The study examined hospitalisations between 2017 and 2019 of people under 40 with peripheral arterial disease (PAD) or chronic limb-threatening ischaemia (CLTI), across five states (Florida, Georgia, Maryland, Mississippi and New York) using State Inpatient Databases from the Healthcare Cost and Utilization Project.
Researchers programmed an AI model to consider more than 70 variables that contribute to known reasons for differences in leg amputations of people with PAD. Variables included clinical factors such as age and other health conditions, healthcare system capacity to perform revascularisation and limb amputations, legal and regulatory climate, and the physical environment such as a person’s distance to the nearest emergency room and ZIP code median income.
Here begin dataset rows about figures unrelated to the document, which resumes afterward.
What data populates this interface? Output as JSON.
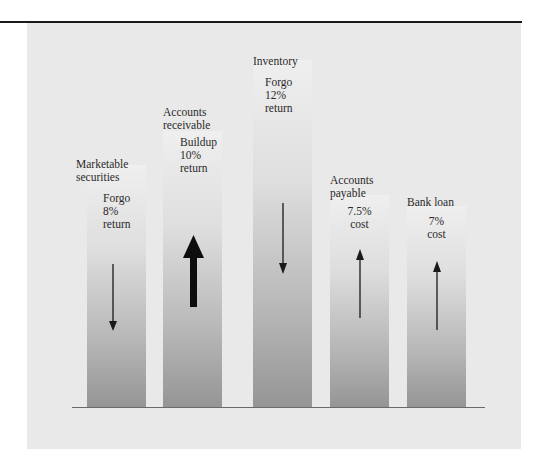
{
  "figure": {
    "categories": [
      {
        "name": "Marketable securities",
        "label_lines": [
          "Marketable",
          "securities"
        ],
        "note_lines": [
          "Forgo",
          "8%",
          "return"
        ],
        "arrow": "down",
        "arrow_weight": "thin"
      },
      {
        "name": "Accounts receivable",
        "label_lines": [
          "Accounts",
          "receivable"
        ],
        "note_lines": [
          "Buildup",
          "10%",
          "return"
        ],
        "arrow": "up",
        "arrow_weight": "thick"
      },
      {
        "name": "Inventory",
        "label_lines": [
          "Inventory"
        ],
        "note_lines": [
          "Forgo",
          "12%",
          "return"
        ],
        "arrow": "down",
        "arrow_weight": "thin"
      },
      {
        "name": "Accounts payable",
        "label_lines": [
          "Accounts",
          "payable"
        ],
        "note_lines": [
          "7.5%",
          "cost"
        ],
        "arrow": "up",
        "arrow_weight": "thin"
      },
      {
        "name": "Bank loan",
        "label_lines": [
          "Bank loan"
        ],
        "note_lines": [
          "7%",
          "cost"
        ],
        "arrow": "up",
        "arrow_weight": "thin"
      }
    ],
    "colors": {
      "rule": "#1a1a1a",
      "panel": "#e9e9e9",
      "bar_top": "#efefef",
      "bar_bottom": "#959595",
      "arrow": "#1a1a1a"
    }
  }
}
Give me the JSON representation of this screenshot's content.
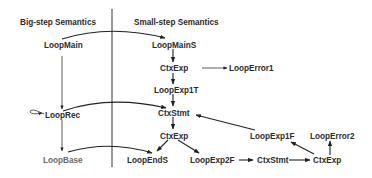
{
  "headers": {
    "left": "Big-step Semantics",
    "right": "Small-step Semantics"
  },
  "nodes": {
    "LoopMain": "LoopMain",
    "LoopRec": "LoopRec",
    "LoopBase": "LoopBase",
    "LoopMainS": "LoopMainS",
    "CtxExp1": "CtxExp",
    "LoopError1": "LoopError1",
    "LoopExp1T": "LoopExp1T",
    "CtxStmt1": "CtxStmt",
    "CtxExp2": "CtxExp",
    "LoopEndS": "LoopEndS",
    "LoopExp2F": "LoopExp2F",
    "CtxStmt2": "CtxStmt",
    "CtxExp3": "CtxExp",
    "LoopExp1F": "LoopExp1F",
    "LoopError2": "LoopError2"
  },
  "edges": [
    {
      "from": "LoopMain",
      "to": "LoopMainS",
      "style": "curved"
    },
    {
      "from": "LoopMain",
      "to": "LoopRec",
      "style": "straight"
    },
    {
      "from": "LoopRec",
      "to": "LoopRec",
      "style": "self-loop"
    },
    {
      "from": "LoopRec",
      "to": "CtxStmt1",
      "style": "curved"
    },
    {
      "from": "LoopRec",
      "to": "LoopBase",
      "style": "straight"
    },
    {
      "from": "LoopBase",
      "to": "LoopEndS",
      "style": "curved"
    },
    {
      "from": "LoopMainS",
      "to": "CtxExp1",
      "style": "straight"
    },
    {
      "from": "CtxExp1",
      "to": "LoopError1",
      "style": "straight"
    },
    {
      "from": "CtxExp1",
      "to": "LoopExp1T",
      "style": "straight"
    },
    {
      "from": "LoopExp1T",
      "to": "CtxStmt1",
      "style": "straight"
    },
    {
      "from": "CtxStmt1",
      "to": "CtxExp2",
      "style": "straight"
    },
    {
      "from": "CtxExp2",
      "to": "LoopEndS",
      "style": "straight"
    },
    {
      "from": "CtxExp2",
      "to": "LoopExp2F",
      "style": "straight"
    },
    {
      "from": "LoopExp2F",
      "to": "CtxStmt2",
      "style": "straight"
    },
    {
      "from": "CtxStmt2",
      "to": "CtxExp3",
      "style": "straight"
    },
    {
      "from": "CtxExp3",
      "to": "LoopExp1F",
      "style": "straight"
    },
    {
      "from": "CtxExp3",
      "to": "LoopError2",
      "style": "straight"
    },
    {
      "from": "LoopExp1F",
      "to": "CtxStmt1",
      "style": "straight"
    }
  ],
  "colors": {
    "text": "#2a2a2a",
    "text_light": "#6a6a6a",
    "edge": "#222222",
    "background": "#ffffff"
  }
}
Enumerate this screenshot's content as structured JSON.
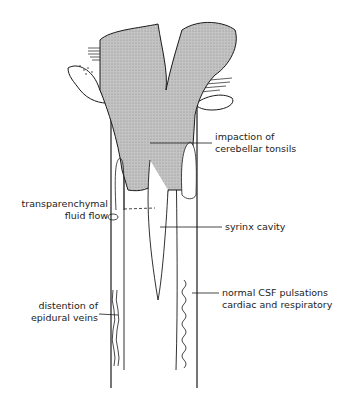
{
  "diagram": {
    "labels": {
      "impaction": [
        "impaction of",
        "cerebellar tonsils"
      ],
      "transparenchymal": [
        "transparenchymal",
        "fluid flow"
      ],
      "syrinx": [
        "syrinx cavity"
      ],
      "epidural": [
        "distention of",
        "epidural veins"
      ],
      "csf": [
        "normal CSF pulsations",
        "cardiac and respiratory"
      ]
    },
    "colors": {
      "line": "#1a1a1a",
      "shading": "#bdbdbd",
      "background": "#ffffff"
    }
  }
}
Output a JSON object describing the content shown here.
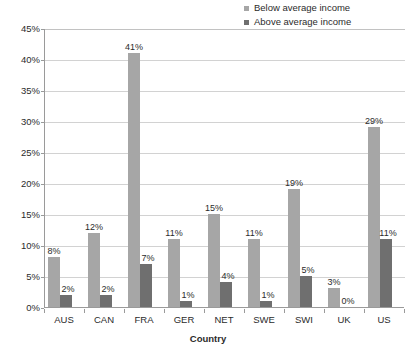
{
  "chart_data": {
    "type": "bar",
    "title": "",
    "xlabel": "Country",
    "ylabel": "Percent",
    "categories": [
      "AUS",
      "CAN",
      "FRA",
      "GER",
      "NET",
      "SWE",
      "SWI",
      "UK",
      "US"
    ],
    "series": [
      {
        "name": "Below average income",
        "color": "#a6a6a6",
        "values": [
          8,
          12,
          41,
          11,
          15,
          11,
          19,
          3,
          29
        ],
        "labels": [
          "8%",
          "12%",
          "41%",
          "11%",
          "15%",
          "11%",
          "19%",
          "3%",
          "29%"
        ]
      },
      {
        "name": "Above average income",
        "color": "#6f6f6f",
        "values": [
          2,
          2,
          7,
          1,
          4,
          1,
          5,
          0,
          11
        ],
        "labels": [
          "2%",
          "2%",
          "7%",
          "1%",
          "4%",
          "1%",
          "5%",
          "0%",
          "11%"
        ]
      }
    ],
    "ylim": [
      0,
      45
    ],
    "ytick_values": [
      0,
      5,
      10,
      15,
      20,
      25,
      30,
      35,
      40,
      45
    ],
    "ytick_labels": [
      "0%",
      "5%",
      "10%",
      "15%",
      "20%",
      "25%",
      "30%",
      "35%",
      "40%",
      "45%"
    ],
    "grid": true,
    "legend_position": "top-right"
  },
  "legend": {
    "items": [
      {
        "label": "Below average income",
        "color": "#a6a6a6"
      },
      {
        "label": "Above average income",
        "color": "#6f6f6f"
      }
    ]
  },
  "axes": {
    "y_title": "Percent",
    "x_title": "Country"
  },
  "colors": {
    "below_average": "#a6a6a6",
    "above_average": "#6f6f6f",
    "gridline": "#d2d2d2",
    "axis": "#9a9a9a",
    "text": "#2b2b2b",
    "background": "#ffffff"
  }
}
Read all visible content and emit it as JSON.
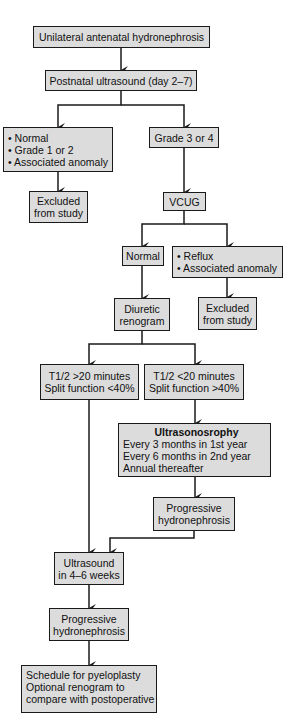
{
  "diagram": {
    "nodes": {
      "start": {
        "lines": [
          "Unilateral antenatal hydronephrosis"
        ]
      },
      "postnatal_us": {
        "lines": [
          "Postnatal ultrasound (day 2–7)"
        ]
      },
      "normal_grade12": {
        "lines": [
          "• Normal",
          "• Grade 1 or 2",
          "• Associated anomaly"
        ]
      },
      "excluded_1": {
        "lines": [
          "Excluded",
          "from study"
        ]
      },
      "grade34": {
        "lines": [
          "Grade 3 or 4"
        ]
      },
      "vcug": {
        "lines": [
          "VCUG"
        ]
      },
      "vcug_normal": {
        "lines": [
          "Normal"
        ]
      },
      "reflux": {
        "lines": [
          "• Reflux",
          "• Associated anomaly"
        ]
      },
      "excluded_2": {
        "lines": [
          "Excluded",
          "from study"
        ]
      },
      "diuretic_renogram": {
        "lines": [
          "Diuretic",
          "renogram"
        ]
      },
      "t12_gt20": {
        "lines": [
          "T1/2 >20 minutes",
          "Split function <40%"
        ]
      },
      "t12_lt20": {
        "lines": [
          "T1/2 <20 minutes",
          "Split function >40%"
        ]
      },
      "ultrasonography": {
        "title": "Ultrasonosrophy",
        "lines": [
          "Every 3 months in 1st year",
          "Every 6 months in 2nd year",
          "Annual thereafter"
        ]
      },
      "progressive_1": {
        "lines": [
          "Progressive",
          "hydronephrosis"
        ]
      },
      "us_4_6_weeks": {
        "lines": [
          "Ultrasound",
          "in 4–6 weeks"
        ]
      },
      "progressive_2": {
        "lines": [
          "Progressive",
          "hydronephrosis"
        ]
      },
      "schedule_pyeloplasty": {
        "lines": [
          "Schedule for pyeloplasty",
          "Optional renogram to",
          "compare with postoperative"
        ]
      }
    },
    "edges": [
      [
        "start",
        "postnatal_us"
      ],
      [
        "postnatal_us",
        "normal_grade12"
      ],
      [
        "postnatal_us",
        "grade34"
      ],
      [
        "normal_grade12",
        "excluded_1"
      ],
      [
        "grade34",
        "vcug"
      ],
      [
        "vcug",
        "vcug_normal"
      ],
      [
        "vcug",
        "reflux"
      ],
      [
        "reflux",
        "excluded_2"
      ],
      [
        "vcug_normal",
        "diuretic_renogram"
      ],
      [
        "diuretic_renogram",
        "t12_gt20"
      ],
      [
        "diuretic_renogram",
        "t12_lt20"
      ],
      [
        "t12_lt20",
        "ultrasonography"
      ],
      [
        "ultrasonography",
        "progressive_1"
      ],
      [
        "t12_gt20",
        "us_4_6_weeks"
      ],
      [
        "progressive_1",
        "us_4_6_weeks"
      ],
      [
        "us_4_6_weeks",
        "progressive_2"
      ],
      [
        "progressive_2",
        "schedule_pyeloplasty"
      ]
    ],
    "colors": {
      "box_fill": "#dcdcdc",
      "box_border": "#1a1a1a",
      "connector": "#1a1a1a"
    }
  }
}
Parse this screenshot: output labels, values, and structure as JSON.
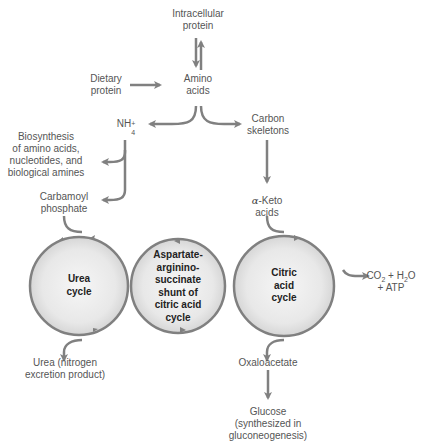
{
  "diagram": {
    "type": "amino acid catabolism pathway",
    "colors": {
      "arrow": "#808080",
      "circle_stroke": "#808080",
      "circle_fill_center": "#f4f4f4",
      "circle_fill_edge": "#dcdcdc",
      "label_text": "#555555",
      "cycle_text": "#222222"
    },
    "nodes": {
      "intracellular_protein": {
        "line1": "Intracellular",
        "line2": "protein"
      },
      "amino_acids": {
        "line1": "Amino",
        "line2": "acids"
      },
      "dietary_protein": {
        "line1": "Dietary",
        "line2": "protein"
      },
      "nh4": {
        "base": "NH",
        "sub": "4",
        "sup": "+"
      },
      "carbon_skeletons": {
        "line1": "Carbon",
        "line2": "skeletons"
      },
      "biosynthesis": {
        "line1": "Biosynthesis",
        "line2": "of amino acids,",
        "line3": "nucleotides, and",
        "line4": "biological amines"
      },
      "carbamoyl_phosphate": {
        "line1": "Carbamoyl",
        "line2": "phosphate"
      },
      "alpha_keto_acids": {
        "greek": "α",
        "line1": "-Keto",
        "line2": "acids"
      },
      "co2_h2o_atp": {
        "co": "CO",
        "co_sub": "2",
        "plus1": " + H",
        "h_sub": "2",
        "o": "O",
        "line2": "+ ATP"
      },
      "urea": {
        "line1": "Urea (nitrogen",
        "line2": "excretion product)"
      },
      "oxaloacetate": {
        "line1": "Oxaloacetate"
      },
      "glucose": {
        "line1": "Glucose",
        "line2": "(synthesized in",
        "line3": "gluconeogenesis)"
      }
    },
    "cycles": {
      "urea_cycle": {
        "line1": "Urea",
        "line2": "cycle"
      },
      "shunt": {
        "line1": "Aspartate-",
        "line2": "argininо-",
        "line3": "succinate",
        "line4": "shunt of",
        "line5": "citric acid",
        "line6": "cycle"
      },
      "citric_acid_cycle": {
        "line1": "Citric",
        "line2": "acid",
        "line3": "cycle"
      }
    },
    "edges": [
      {
        "from": "intracellular_protein",
        "to": "amino_acids",
        "kind": "reversible"
      },
      {
        "from": "dietary_protein",
        "to": "amino_acids"
      },
      {
        "from": "amino_acids",
        "to": "nh4"
      },
      {
        "from": "amino_acids",
        "to": "carbon_skeletons"
      },
      {
        "from": "nh4",
        "to": "biosynthesis"
      },
      {
        "from": "nh4",
        "to": "carbamoyl_phosphate"
      },
      {
        "from": "carbon_skeletons",
        "to": "alpha_keto_acids"
      },
      {
        "from": "carbamoyl_phosphate",
        "to": "urea_cycle"
      },
      {
        "from": "alpha_keto_acids",
        "to": "citric_acid_cycle"
      },
      {
        "from": "citric_acid_cycle",
        "to": "co2_h2o_atp"
      },
      {
        "from": "urea_cycle",
        "to": "urea"
      },
      {
        "from": "citric_acid_cycle",
        "to": "oxaloacetate"
      },
      {
        "from": "oxaloacetate",
        "to": "glucose"
      }
    ]
  }
}
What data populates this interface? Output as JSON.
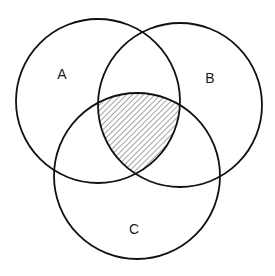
{
  "diagram": {
    "type": "venn",
    "sets": [
      {
        "id": "A",
        "label": "A",
        "cx": 98,
        "cy": 101,
        "r": 82,
        "label_x": 62,
        "label_y": 79
      },
      {
        "id": "B",
        "label": "B",
        "cx": 180,
        "cy": 105,
        "r": 82,
        "label_x": 210,
        "label_y": 83
      },
      {
        "id": "C",
        "label": "C",
        "cx": 137,
        "cy": 176,
        "r": 83,
        "label_x": 134,
        "label_y": 234
      }
    ],
    "shaded_region": "A ∩ B ∩ C",
    "shading_style": "diagonal-hatch",
    "colors": {
      "stroke": "#111111",
      "hatch": "#555555",
      "background": "#ffffff"
    }
  }
}
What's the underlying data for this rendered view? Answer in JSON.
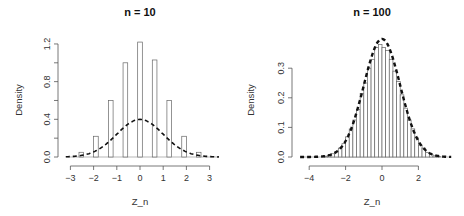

“This AI model will allow us to easily assess intersectionality across race, sex, income and rurality, and offers us the ability to indirectly study hard-to-measure causes of disparities, like implicit bias and stereotyping,” said Strassle.
Limb-threatening conditions are often the result of decades of difficult-to-control diseases like diabetes, high cholesterol and nicotine dependence. For surgeons, who know these conditions lead to worse surgical outcomes, this can make the decision to pursue a complex limb-saving surgery even trickier.
“As vascular surgeons we have surgical guidelines, but we don’t have detailed guidelines to help us make the decision between amputating someone’s leg and limb-saving surgery in patients who are not medically ready. Given the number and complexity of variables involved, we need more information describing the optimal treatment for each person in different conditions. We need to know we can perform a successful vascular operation, and also not increase the risk of dying,” said Katharine McGinigle (University of North Carolina, Chapel Hill, USA), senior author of the paper.
“There are so many medical, surgical, and social factors that contribute to disease progression, limb-loss and even death. Surgeons and others making treatment recommendations deserve evidence-based guidance that will help us avoid unconscious biases and make the right decision at the right time for each person based on their unique clinical and social needs. AI methods, similar to the one used in this research, can help us achieve that goal,” said McGinigle.
Strassle and McGinigle hope that their findings will inform comprehensive guidelines and health policies that help clinicians avoid unconscious bias and other unjustified differences in the quality of care provided, to safely save limbs of people living with advanced vascular disease.